On Location

Rome, and the Art of Arriving Slowly

Rome does not reward the visitor in a hurry. The city is layered in a way that takes time to understand — two thousand years of history occupying the same streets as a coffee bar that has been there since 1906 and a gelateria that has no presence online and no need of one. The monuments are extraordinary and worth every visit. But Rome reveals its best self to those who also leave space for the unplanned.

Three days is the minimum that does it justice. Four is considerably better.

Where to Stay

Hotel de Russie sits on the Via del Babuino, a short walk from the Piazza del Popolo and equally well-positioned for the Spanish Steps, the Pantheon and the Borghese Gallery. It is one of Rome’s most considered luxury hotels — the gardens, arranged in terraced levels behind the main building, are one of the most surprising and genuinely beautiful hotel spaces in the city. The Stravinskij Bar, which opens onto those gardens, handles an aperitivo hour as well as anywhere in Rome.
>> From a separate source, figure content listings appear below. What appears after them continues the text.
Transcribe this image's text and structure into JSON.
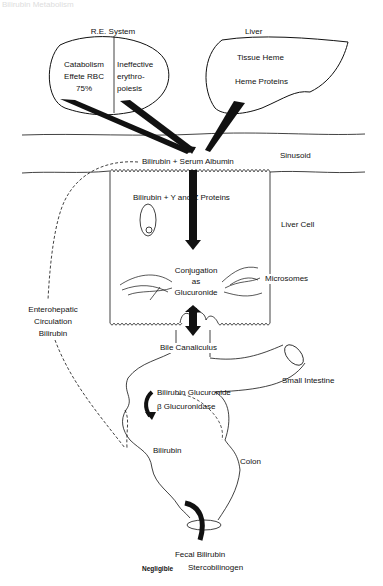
{
  "diagram": {
    "header_faded": "Bilirubin Metabolism",
    "re_system": {
      "title": "R.E. System",
      "left_text": [
        "Catabolism",
        "Effete RBC",
        "75%"
      ],
      "right_text": [
        "Ineffective",
        "erythro-",
        "poiesis"
      ]
    },
    "liver": {
      "title": "Liver",
      "line1": "Tissue Heme",
      "line2": "Heme  Proteins"
    },
    "sinusoid": {
      "label": "Sinusoid",
      "reaction": "Bilirubin + Serum Albumin"
    },
    "liver_cell": {
      "label": "Liver Cell",
      "reaction": "Bilirubin + Y and Z Proteins",
      "conjugation": [
        "Conjugation",
        "as",
        "Glucuronide"
      ],
      "microsomes": "Microsomes"
    },
    "enterohepatic": [
      "Enterohepatic",
      "Circulation",
      "Bilirubin"
    ],
    "bile_canaliculus": "Bile Canaliculus",
    "small_intestine": "Small Intestine",
    "intestine_reaction": {
      "line1": "Bilirubin Glucuronide",
      "line2": "β Glucuronidase"
    },
    "colon": {
      "label": "Colon",
      "content": "Bilirubin"
    },
    "output": {
      "line1": "Fecal Bilirubin",
      "line2_bold": "Negligible",
      "line2": "Stercobilinogen"
    }
  }
}
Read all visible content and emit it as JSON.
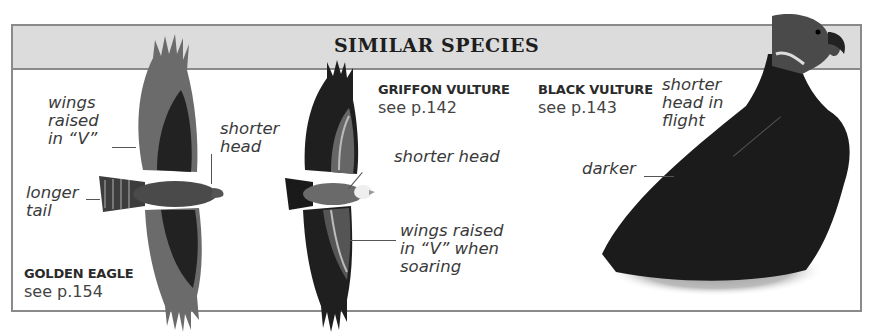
{
  "panel": {
    "title": "SIMILAR SPECIES",
    "colors": {
      "header_band": "#dcdcdc",
      "frame_border": "#8a8a8a",
      "background": "#ffffff"
    }
  },
  "species": [
    {
      "name": "GOLDEN EAGLE",
      "reference": "see p.154",
      "image": "golden-eagle-flight-illustration",
      "annotations": [
        {
          "text": "wings\nraised\nin “V”"
        },
        {
          "text": "shorter\nhead"
        },
        {
          "text": "longer\ntail"
        }
      ]
    },
    {
      "name": "GRIFFON VULTURE",
      "reference": "see p.142",
      "image": "griffon-vulture-flight-illustration",
      "annotations": [
        {
          "text": "shorter head"
        },
        {
          "text": "wings raised\nin “V” when\nsoaring"
        }
      ]
    },
    {
      "name": "BLACK VULTURE",
      "reference": "see p.143",
      "image": "black-vulture-perched-photo",
      "annotations": [
        {
          "text": "shorter\nhead in\nflight"
        },
        {
          "text": "darker"
        }
      ]
    }
  ]
}
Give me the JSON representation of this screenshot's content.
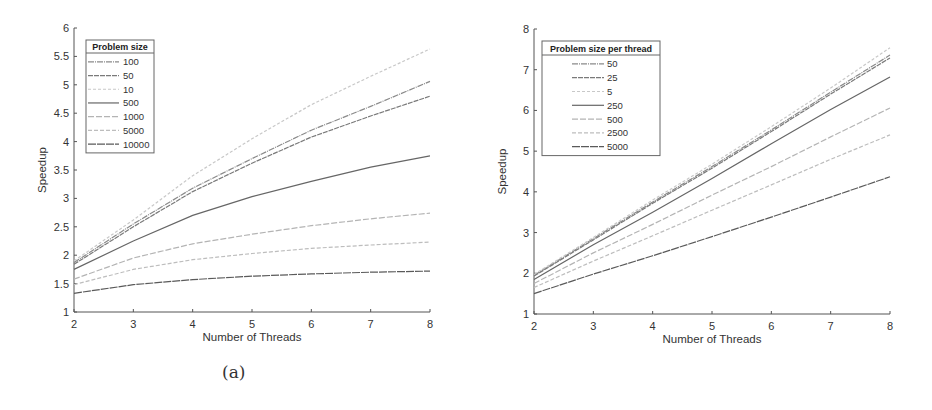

For those seeking something closer to the Vatican or with a preference for a more palace-hotel register, the Gran Meliá Rome on the Via Vittorio Veneto operates at a similarly high level and carries a different kind of Roman grandeur — broad avenues, La Dolce Vita associations and a rooftop with views across the city that are worth a drink regardless of whether you’re staying.

How to Spend the Time

Day One — The Ancient City

The Colosseum and the Roman Forum require advance booking and a morning to do properly. The scale of the Colosseum is the thing that photographs consistently fail to prepare you for — it is larger, and the engineering more impressive, than any prior familiarity with the image suggests. The Forum, immediately adjacent, rewards a slow walk and a guide who can bring the topography to life. Without context, it is a field of ruins; with it, it becomes one of the most significant pieces of ground in Western history.

Lunch near the Palatine Hill — the restaurants around the Circus Maximus are considerably better and less touristic than those immediately adjacent to the Forum — then an afternoon in the Trastevere neighbourhood, which handles the early evening particularly well. Dinner at Da Enzo al 29, a Roman trattoria that has been operating in the same family for generations and makes no concessions to the tourist palate.

Day Two — The Vatican and the Borghese

The Vatican Museums and Sistine Chapel require timed entry booked well in advance — the queue without a reservation is significant and largely avoidable. The Sistine Chapel is, in person, both more overwhelming and more intimate than it appears in reproduction — the scale of the ceiling relative to the room itself is the thing that registers first. The Raphael Rooms, which most visitors pass through quickly on the way to the Sistine, are worth slower consideration.

The afternoon belongs to the Borghese Gallery, which requires separate timed booking and limits visitors to two-hour slots — a constraint that is actually one of the gallery’s greatest assets. Bernini’s sculptures, in rooms designed specifically for them, are among the most extraordinary objects in European art. Book before you leave the UK.

Dinner at La Pergola at the Waldorf Astoria Rome — three Michelin stars, views across the city from the hilltop setting, and a wine list of extraordinary depth. Worth the occasion and the advance planning it requires.

Day Three — The Neighbourhood Rome

The Pantheon at opening, before the day’s visitors arrive, is one of Rome’s quieter pleasures — the light through the oculus in the early morning has a quality that the afternoon crowds don’t allow you to notice. The Campo de’ Fiori market handles a late breakfast well. The afternoon in the Jewish Ghetto — one of Rome’s oldest and most quietly fascinating neighbourhoods, with a history that extends back to the second century BCE — is worth the time.

A final evening gelato from Giolitti, which has been producing some of Rome’s finest since 1900, is the right way to close a Roman stay.

A Note on the Heat

Rome in July and August is genuinely very hot — temperatures routinely exceed 35°C, and the city’s stone surfaces retain and radiate the heat through the evening. May, June, September and October are considerably more comfortable and only marginally more competitive for accommodation. If your travel dates are flexible, the shoulder months are worth choosing.

Travelling with The Wanderlust Edit

Bookings at Hotel de Russie or Gran Meliá Rome arranged through The Wanderlust Edit may include preferred partner benefits such as a hotel or dining credit, complimentary daily breakfast, room upgrade on arrival where available, and early check-in and late checkout subject to availability. Benefits vary by property, room category, season and availability and will always be confirmed at the time of booking.

Every journey begins with a conversation.